BAR NONE - Atty. Ian Vincent Manticajon - The Freeman

Netflix premiered this week the documentary “The Social Dilemma”, and I invite you to watch it if you are subscribed to the on-demand streaming service. If you are a regular reader of this space, you may have noticed that I often write about the flip side of today’s social networks and information technology.

This documentary directed by Jeff Orlowski stresses the same message, and carries a dire warning of the real-life consequences of artificial intelligence (AI) or algorithms, the engine that drives online social networks.

You may think that you are outside the control of this engine. If you can’t stop looking at your smartphone, then you are mistaken. You are actually among two billion people under the spell right now of the software engineering features that run our email, search pages, social media, and other apps.

The revelation of Silicon Valley tech insiders, specifically by those who saw the danger and sounded the alarm at the expense of their promising career, is what makes this film compelling. These are young and middle-aged technology pioneers who helped create today’s information technology system as we know it and now fear what they created.
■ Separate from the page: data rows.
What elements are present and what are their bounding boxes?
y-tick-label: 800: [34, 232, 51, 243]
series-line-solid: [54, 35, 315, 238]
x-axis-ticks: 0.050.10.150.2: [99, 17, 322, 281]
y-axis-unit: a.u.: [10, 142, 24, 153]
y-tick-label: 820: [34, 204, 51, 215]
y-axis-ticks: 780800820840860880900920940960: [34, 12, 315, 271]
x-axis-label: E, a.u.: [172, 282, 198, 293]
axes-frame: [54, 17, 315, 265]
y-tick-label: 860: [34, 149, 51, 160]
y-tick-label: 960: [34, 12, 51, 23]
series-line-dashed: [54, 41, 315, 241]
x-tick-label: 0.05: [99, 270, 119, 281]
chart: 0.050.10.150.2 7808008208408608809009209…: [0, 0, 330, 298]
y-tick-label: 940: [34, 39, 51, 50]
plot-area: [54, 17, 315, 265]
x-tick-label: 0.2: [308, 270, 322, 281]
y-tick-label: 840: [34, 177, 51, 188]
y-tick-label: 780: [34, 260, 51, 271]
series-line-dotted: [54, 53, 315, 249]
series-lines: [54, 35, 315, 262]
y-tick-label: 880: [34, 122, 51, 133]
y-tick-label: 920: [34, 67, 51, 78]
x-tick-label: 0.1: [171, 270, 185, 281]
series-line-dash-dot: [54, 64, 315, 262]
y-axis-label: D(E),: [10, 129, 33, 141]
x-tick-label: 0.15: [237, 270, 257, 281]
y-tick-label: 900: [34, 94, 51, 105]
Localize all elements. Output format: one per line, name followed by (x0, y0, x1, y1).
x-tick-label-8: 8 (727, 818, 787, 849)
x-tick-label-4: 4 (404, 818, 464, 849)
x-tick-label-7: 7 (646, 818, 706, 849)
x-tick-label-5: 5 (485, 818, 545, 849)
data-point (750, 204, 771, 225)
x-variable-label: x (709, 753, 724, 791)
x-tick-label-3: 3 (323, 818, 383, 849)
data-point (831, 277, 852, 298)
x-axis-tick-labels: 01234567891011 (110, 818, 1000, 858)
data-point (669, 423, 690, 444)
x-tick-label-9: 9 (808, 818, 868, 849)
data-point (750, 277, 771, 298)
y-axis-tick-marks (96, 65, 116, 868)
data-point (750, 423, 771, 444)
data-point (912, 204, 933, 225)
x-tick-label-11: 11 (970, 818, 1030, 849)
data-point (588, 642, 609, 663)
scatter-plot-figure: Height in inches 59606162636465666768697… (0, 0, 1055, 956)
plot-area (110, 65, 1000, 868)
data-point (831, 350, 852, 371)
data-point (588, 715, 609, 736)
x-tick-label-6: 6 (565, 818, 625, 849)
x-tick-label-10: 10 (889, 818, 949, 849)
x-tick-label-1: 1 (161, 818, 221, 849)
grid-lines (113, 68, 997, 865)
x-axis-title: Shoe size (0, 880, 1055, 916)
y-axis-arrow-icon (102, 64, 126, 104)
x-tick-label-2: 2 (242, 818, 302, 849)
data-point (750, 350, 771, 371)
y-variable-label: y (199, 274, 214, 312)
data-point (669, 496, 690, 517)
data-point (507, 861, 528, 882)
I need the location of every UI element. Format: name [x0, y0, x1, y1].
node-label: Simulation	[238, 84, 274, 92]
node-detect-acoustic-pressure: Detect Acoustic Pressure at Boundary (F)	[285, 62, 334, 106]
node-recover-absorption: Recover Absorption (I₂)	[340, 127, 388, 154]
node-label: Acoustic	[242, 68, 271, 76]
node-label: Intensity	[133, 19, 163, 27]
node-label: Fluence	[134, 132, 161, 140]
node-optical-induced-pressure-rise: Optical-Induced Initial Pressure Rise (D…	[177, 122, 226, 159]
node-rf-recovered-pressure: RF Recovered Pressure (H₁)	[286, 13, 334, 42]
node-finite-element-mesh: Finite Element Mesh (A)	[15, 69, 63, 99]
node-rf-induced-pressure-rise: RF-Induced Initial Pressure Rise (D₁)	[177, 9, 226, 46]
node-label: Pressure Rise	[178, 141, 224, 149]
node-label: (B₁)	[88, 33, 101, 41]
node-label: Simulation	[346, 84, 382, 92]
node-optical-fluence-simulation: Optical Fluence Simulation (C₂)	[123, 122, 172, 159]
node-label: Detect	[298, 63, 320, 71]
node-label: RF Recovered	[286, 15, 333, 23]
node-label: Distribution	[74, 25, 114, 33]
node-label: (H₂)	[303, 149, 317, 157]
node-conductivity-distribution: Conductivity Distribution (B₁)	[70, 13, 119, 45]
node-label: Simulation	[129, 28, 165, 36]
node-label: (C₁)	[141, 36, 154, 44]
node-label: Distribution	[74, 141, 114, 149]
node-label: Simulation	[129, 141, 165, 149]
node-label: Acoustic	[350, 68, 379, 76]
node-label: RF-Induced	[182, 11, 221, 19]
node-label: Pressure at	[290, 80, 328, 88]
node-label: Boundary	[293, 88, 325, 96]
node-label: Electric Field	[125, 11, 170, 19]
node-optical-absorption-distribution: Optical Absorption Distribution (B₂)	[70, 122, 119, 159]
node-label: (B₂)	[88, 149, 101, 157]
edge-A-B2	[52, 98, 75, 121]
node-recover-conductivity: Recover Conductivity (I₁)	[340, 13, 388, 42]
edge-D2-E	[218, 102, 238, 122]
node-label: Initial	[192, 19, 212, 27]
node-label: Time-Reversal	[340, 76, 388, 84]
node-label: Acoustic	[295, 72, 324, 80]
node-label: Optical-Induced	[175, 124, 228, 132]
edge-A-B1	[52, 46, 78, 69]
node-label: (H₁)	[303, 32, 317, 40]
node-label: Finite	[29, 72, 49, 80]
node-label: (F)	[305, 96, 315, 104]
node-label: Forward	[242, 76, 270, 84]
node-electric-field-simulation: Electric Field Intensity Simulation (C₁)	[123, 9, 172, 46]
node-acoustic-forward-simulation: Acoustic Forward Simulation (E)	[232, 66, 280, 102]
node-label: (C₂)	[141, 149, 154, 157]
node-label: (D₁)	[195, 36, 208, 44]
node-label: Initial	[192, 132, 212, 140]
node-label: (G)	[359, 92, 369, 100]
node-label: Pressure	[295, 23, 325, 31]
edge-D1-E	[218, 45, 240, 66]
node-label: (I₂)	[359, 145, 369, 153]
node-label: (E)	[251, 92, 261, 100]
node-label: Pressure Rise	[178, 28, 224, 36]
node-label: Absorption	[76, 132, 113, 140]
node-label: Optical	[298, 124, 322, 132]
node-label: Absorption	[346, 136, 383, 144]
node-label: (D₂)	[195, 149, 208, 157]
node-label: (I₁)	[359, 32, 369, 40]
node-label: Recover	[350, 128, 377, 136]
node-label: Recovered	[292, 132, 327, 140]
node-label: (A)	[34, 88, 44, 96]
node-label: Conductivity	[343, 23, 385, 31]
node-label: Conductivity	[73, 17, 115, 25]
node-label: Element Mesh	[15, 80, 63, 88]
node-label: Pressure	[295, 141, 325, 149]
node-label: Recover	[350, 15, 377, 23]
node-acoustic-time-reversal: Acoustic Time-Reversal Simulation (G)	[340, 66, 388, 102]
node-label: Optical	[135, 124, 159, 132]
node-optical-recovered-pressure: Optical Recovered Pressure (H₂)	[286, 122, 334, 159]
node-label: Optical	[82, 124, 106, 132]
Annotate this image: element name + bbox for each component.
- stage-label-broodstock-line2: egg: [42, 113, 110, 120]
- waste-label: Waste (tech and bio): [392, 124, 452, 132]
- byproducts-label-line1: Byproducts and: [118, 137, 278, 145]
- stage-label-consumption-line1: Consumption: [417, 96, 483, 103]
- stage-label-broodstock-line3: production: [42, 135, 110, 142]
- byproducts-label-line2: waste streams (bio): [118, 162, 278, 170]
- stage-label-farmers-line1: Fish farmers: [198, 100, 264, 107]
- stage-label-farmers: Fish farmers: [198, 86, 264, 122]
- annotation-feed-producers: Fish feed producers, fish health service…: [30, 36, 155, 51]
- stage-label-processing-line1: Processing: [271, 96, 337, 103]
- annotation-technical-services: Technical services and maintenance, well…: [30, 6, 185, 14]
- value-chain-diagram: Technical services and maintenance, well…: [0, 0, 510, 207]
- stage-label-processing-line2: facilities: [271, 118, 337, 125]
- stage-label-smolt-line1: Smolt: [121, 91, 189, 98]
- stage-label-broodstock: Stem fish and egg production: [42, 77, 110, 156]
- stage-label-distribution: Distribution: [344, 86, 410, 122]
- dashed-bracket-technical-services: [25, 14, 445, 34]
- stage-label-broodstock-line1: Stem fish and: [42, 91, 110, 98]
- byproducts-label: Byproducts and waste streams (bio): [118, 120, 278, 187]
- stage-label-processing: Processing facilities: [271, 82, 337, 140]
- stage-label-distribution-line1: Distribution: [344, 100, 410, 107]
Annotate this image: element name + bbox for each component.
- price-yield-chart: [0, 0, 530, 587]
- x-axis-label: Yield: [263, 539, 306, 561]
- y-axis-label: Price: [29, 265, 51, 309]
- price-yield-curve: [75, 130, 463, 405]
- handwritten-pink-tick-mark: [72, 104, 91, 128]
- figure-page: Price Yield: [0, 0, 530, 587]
Personally, I first saw this danger in 2015 when an erstwhile innocent social media page managed by an anonymous group of college students morphed into a toxic environment of personal attacks, sarcasm, and emotional denunciations on matters related to student political parties, the campus administration, as well as on local and national issues. Gone were the meaningful debates and discussions mostly experienced in physical forums where you see real people exchanging views.

So I campaigned in class to bring back the traditional values and etiquette that make the communication process worth our time. I spoke patiently and in measured words against that particular social media page both in my own social media feed and in the classroom, pointing out the consequences of its lack of accountability.

I knew that my students had already developed some affinity with that page because it also offered some fun talk and trivia people their generation can relate to. I warned them to be aware of the “jab jab jab, right hook” technique of online influencers where they lure you with something entertaining and inconsequential before clinching you with the real message (the right hook).

This experience taught me the power of communicating thoughtfully not only through words but also through one’s social capital, in this case through the professional relationships I had cultivated with my students inside and outside of the classroom. Somehow I succeeded in my campaign because that social media page slowly lost its popularity over the succeeding months, and it died a year or two later.

To be fair, the youngster behind that page probably started with good and harmless intentions. There was no harm in sharing anecdotes about life in the campus and feelings about unrequited love. Thousands of other social media pages out there likewise started with good intentions. But to echo the words of a resource person in “Social Dilemma”, “these things, you release them, and they take on a life of their own. And how they’re used is pretty different than how you expected.”

The film also held a spotlight on Tristan Harris, a former design ethicist of Google, and now co-founder of the Center for Humane Technology. Harris wishes that more people could understand how social network technology works because “it shouldn’t be something that only the tech industry knows. It should be something that everybody knows.”

While social media is playing with our minds, the consequences to us personally and to society are real. Cynthia M. Wong, former senior internet research of Human Rights Watch, said that some of the most troubling implications of governments and other bad actors weaponizing social media is that it has led to real, offline harm. She cited as an example what happened in Myanmar where hate speech manipulated public opinion and incited mass killings against the minority Rohingya Muslims.

For clueless, or should I say callous, tech geniuses like Facebook CEO Mark Zuckerberg, the solution is to develop more AI technology to police against any abuse online. No. The solution is to put humanity first in the design of systems and products. Society is being crowded with more and more depressed people because we have allowed technology to take over our lives in the altar of unbridled capitalism.

Let technology be our tool, not our terminator.